Percentage of convicted criminals deported during obama and trump presidencies
Executive summary
Available reporting shows the Obama-era removals were concentrated heavily on noncitizens with criminal convictions — rising from about 69 percent of removals in 2009 to roughly 94 percent by 2016 — while the Trump years featured lower or more variable shares of convicted criminals among removals (for example, 41 percent in 2019), but also involved different priorities and lower annual totals overall [1] [2] [3] [4].
1. What the question really asks and how the sources answer it
The user is asking for the share—or percentage—of deportations that were people with criminal convictions under each presidency; the public sources supplied do not offer a single, consistent administration-wide percentage for every year but they do report clear patterns: Obama’s enforcement increasingly prioritized convicted criminals and produced high shares of removals that were criminal cases, while Trump’s periods show a lower documented share in at least some years and overall fewer annual removals compared with Obama [1] [2] [3] [4].
2. The Obama presidency: large numbers and a high criminal share
Multiple analyses and government data cited in the reporting indicate Obama carried out the largest number of formal removals in recent history and that the administration increasingly focused on people with criminal convictions — sources report percentages moving from about 69 percent of removals classified as criminal in 2009 to roughly 94 percent by 2016, and total formal removals of roughly 3 million over two terms depending on counting methods [1] [5] [6].
3. The Trump presidency: fewer annual removals and a smaller criminal share in some years
Reporting and congressional analysis find that the Trump administration generally deported fewer people per year than Obama and that the proportion of removals that were convicted criminals was lower in at least some reported years—an often-cited datapoint is that 41 percent of removals by order in 2019 were people with criminal convictions — while oversight documents note Trump never deported more than roughly 260,000 people in a single year during his first term and that the administration claimed interior enforcement had a deterrent effect [2] [3] [4].
4. Reconciling counts, categories and agendas — why simple percentages are tricky
Comparing “percentage of convicted criminals deported” across presidencies is complicated because sources use different denominators (formal removals vs. returns or expulsions), different definitions of “convicted” or “criminal,” and count interior removals versus border returns differently; fact-check and academic pieces underscore that Obama’s shift from border returns to formal interior removals raised both the number and the criminal share of recorded removals, whereas Trump emphasized broader priorities and rhetoric that did not uniformly translate into higher annual removal totals [6] [7] [8] [4].

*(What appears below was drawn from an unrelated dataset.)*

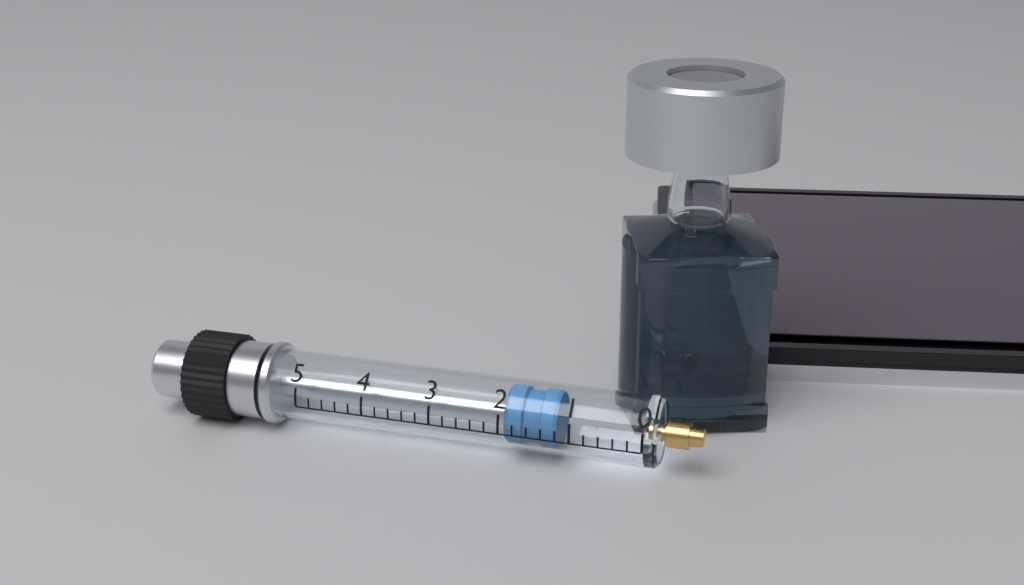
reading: 1.2 (no unit)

5. Alternative readings and implicit agendas in the reporting
Different outlets frame the data to suit narratives: defenders of Obama highlight that a very large fraction of his removals were criminal convictions [1] [5], critics stress the overall scale of deportations regardless of criminality [6], and Trump allies emphasize criminal removals and tough rhetoric even as independent analyses show fewer annual removals and a lower convicted share in certain years [9] [3] [2]. Some coverage mining single-year figures (like 2019) can suggest a different pattern than multi-year averages, so context matters [2] [1].
6. Bottom line with documented figures and limits
Using only the supplied reporting: Obama’s administration concentrated removals among convicted criminals and reported a criminal-share rising from ~69% to ~94% across his terms, with roughly 3 million formal removals over two terms in some tallies; the Trump administration deported fewer people annually than Obama and shows a lower documented criminal-share in at least some years (for example, 41% in 2019), but no single uniformly comparable administration-wide percentage for all Trump years is presented in these sources [1] [5] [6] [2] [3] [4].